We heard oral arguments on October 22, 2012. Afterward, we asked the parties and amici to address whether a determination that a warrant is required to obtain cell-phone location data would constitute a new rule of law and whether such a ruling should be applied retroactively. We also requested information about the current state of technology relating to cell-phone location tracking and whether cell-phone users today have a reasonable expectation of privacy in modern cell phones. The case was reargued on January 29, 2013.
II.
Defendant argues that he had a reasonable expectation of privacy in his cell-phone location information and that a warrant was therefore needed before law enforcement officials could access that information. He submits that technology now allows law enforcement to track the location of cell phones in an intrusive, continuous manner and thereby threatens to erode protected
In a supplemental brief, defendant maintains that it would be a logical extension of existing precedent to require police to get a warrant before they can request cell-phone location data. Such an approach, he claims, would not constitute a new rule of law and should be applied retroactively.
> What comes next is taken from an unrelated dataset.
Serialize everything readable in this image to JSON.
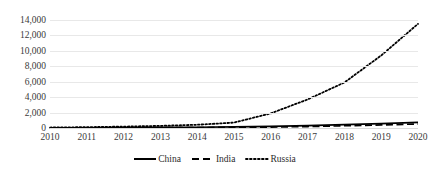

The Attorney General claims that defendant had no reasonable expectation of privacy in the generalized location of his cell phone. The State contends that the non-specific information it obtained during a brief period of time directed officers to public areas and differed from today’s more sophisticated and precise tracking data. The State acknowledges that location information available today could raise constitutional concerns and that, unless there is an emergency, police now typically obtain warrants before seeking that type of data. To the extent defendant had a privacy interest in the location of his cell phone, the Attorney General asserts that the emergency aid exception to the warrant requirement would apply here.
In its supplemental brief, the State submits that imposing a warrant requirement would amount to a new rule of law that should apply prospectively only.
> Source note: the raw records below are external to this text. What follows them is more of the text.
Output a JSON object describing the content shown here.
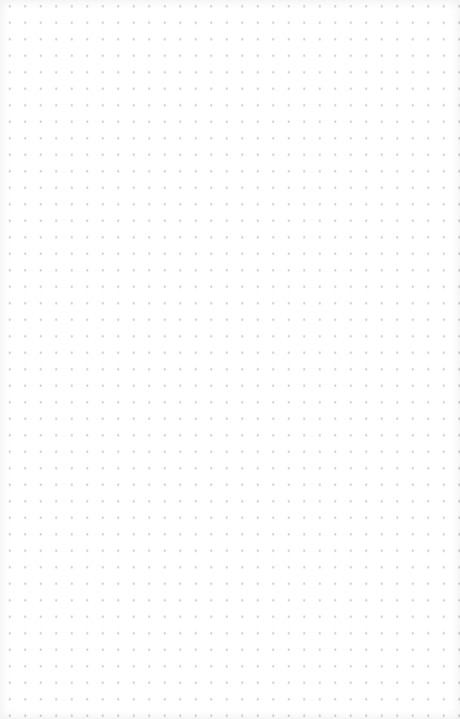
{
  "canvas": {
    "type": "dot-grid",
    "background_color": "#ffffff",
    "dot_color": "#c9c9c9",
    "dot_spacing_x": 15.5,
    "dot_spacing_y": 16.5
  }
}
The arguments of amici amplify defendant’s position on the constitutional issue. The ACLU and ACDL, in a joint brief, contend that there is a reasonable expectation of privacy in cellphone location information under the State Constitution. According to the two amicus groups, such information can reveal intimate details about one’s affairs and intrude upon the constitutional right of association. The groups therefore argue that law enforcement must get a warrant supported by probable cause before it can gather such information. Absent a warrant, they argue that the exclusionary rule should apply.
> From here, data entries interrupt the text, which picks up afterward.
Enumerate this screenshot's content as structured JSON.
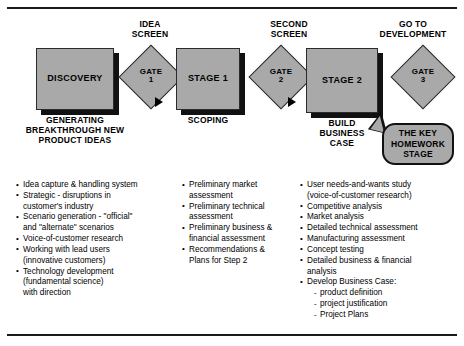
{
  "diagram": {
    "colors": {
      "box_fill": "#a9a9a9",
      "box_border": "#2b2b2b",
      "shadow": "#111111",
      "text": "#000000"
    },
    "screen_captions": [
      {
        "id": "idea-screen",
        "text": "IDEA\nSCREEN"
      },
      {
        "id": "second-screen",
        "text": "SECOND\nSCREEN"
      },
      {
        "id": "go-to-development",
        "text": "GO TO\nDEVELOPMENT"
      }
    ],
    "stages": [
      {
        "id": "discovery",
        "label": "DISCOVERY",
        "caption": "GENERATING\nBREAKTHROUGH NEW\nPRODUCT IDEAS"
      },
      {
        "id": "stage-1",
        "label": "STAGE 1",
        "caption": "SCOPING"
      },
      {
        "id": "stage-2",
        "label": "STAGE 2",
        "caption": "BUILD\nBUSINESS\nCASE"
      }
    ],
    "gates": [
      {
        "id": "gate-1",
        "line1": "GATE",
        "line2": "1"
      },
      {
        "id": "gate-2",
        "line1": "GATE",
        "line2": "2"
      },
      {
        "id": "gate-3",
        "line1": "GATE",
        "line2": "3"
      }
    ],
    "callout": {
      "id": "key-homework-stage",
      "text": "THE KEY\nHOMEWORK\nSTAGE"
    },
    "bullet_columns": [
      {
        "id": "discovery-activities",
        "items": [
          {
            "text": "Idea capture & handling system",
            "sub": false
          },
          {
            "text": "Strategic - disruptions in\ncustomer's industry",
            "sub": false
          },
          {
            "text": "Scenario generation - \"official\"\nand \"alternate\" scenarios",
            "sub": false
          },
          {
            "text": "Voice-of-customer research",
            "sub": false
          },
          {
            "text": "Working with lead users\n(innovative customers)",
            "sub": false
          },
          {
            "text": "Technology development\n(fundamental science)\nwith direction",
            "sub": false
          }
        ]
      },
      {
        "id": "stage-1-activities",
        "items": [
          {
            "text": "Preliminary market\nassessment",
            "sub": false
          },
          {
            "text": "Preliminary technical\nassessment",
            "sub": false
          },
          {
            "text": "Preliminary business &\nfinancial assessment",
            "sub": false
          },
          {
            "text": "Recommendations &\nPlans for Step 2",
            "sub": false
          }
        ]
      },
      {
        "id": "stage-2-activities",
        "items": [
          {
            "text": "User needs-and-wants study\n(voice-of-customer research)",
            "sub": false
          },
          {
            "text": "Competitive analysis",
            "sub": false
          },
          {
            "text": "Market analysis",
            "sub": false
          },
          {
            "text": "Detailed technical assessment",
            "sub": false
          },
          {
            "text": "Manufacturing assessment",
            "sub": false
          },
          {
            "text": "Concept testing",
            "sub": false
          },
          {
            "text": "Detailed business & financial\nanalysis",
            "sub": false
          },
          {
            "text": "Develop Business Case:",
            "sub": false
          },
          {
            "text": "product definition",
            "sub": true
          },
          {
            "text": "project justification",
            "sub": true
          },
          {
            "text": "Project Plans",
            "sub": true
          }
        ]
      }
    ]
  }
}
EPIC also maintains that individuals have a reasonable expectation of privacy in the location of their cell phones. EPIC argues that real-time cell-phone location tracking can be more invasive than Global Positioning System (GPS) tracking and involves a level of intrusion that a reasonable person would not anticipate. In its supplemental brief, EPIC offered helpful details about the current state of cell-phone technology.
III.
For a better understanding of the issues presented, we begin by examining how cell phones function. We draw on congressional testimony by Professor Matt Blaze of the University of Pennsylvania, see ECPA Reform and the Revolution in Location Based Technologies and Sendees: Hearing Before the Subcomm. on the Constitution, Civil Rights, and Civil Liberties of the H. Comm, on the Judiciary, 111th Cong. 12-30 (2010) (statement of Prof. Matt Blaze) (“Blaze Testimony”), and other sources.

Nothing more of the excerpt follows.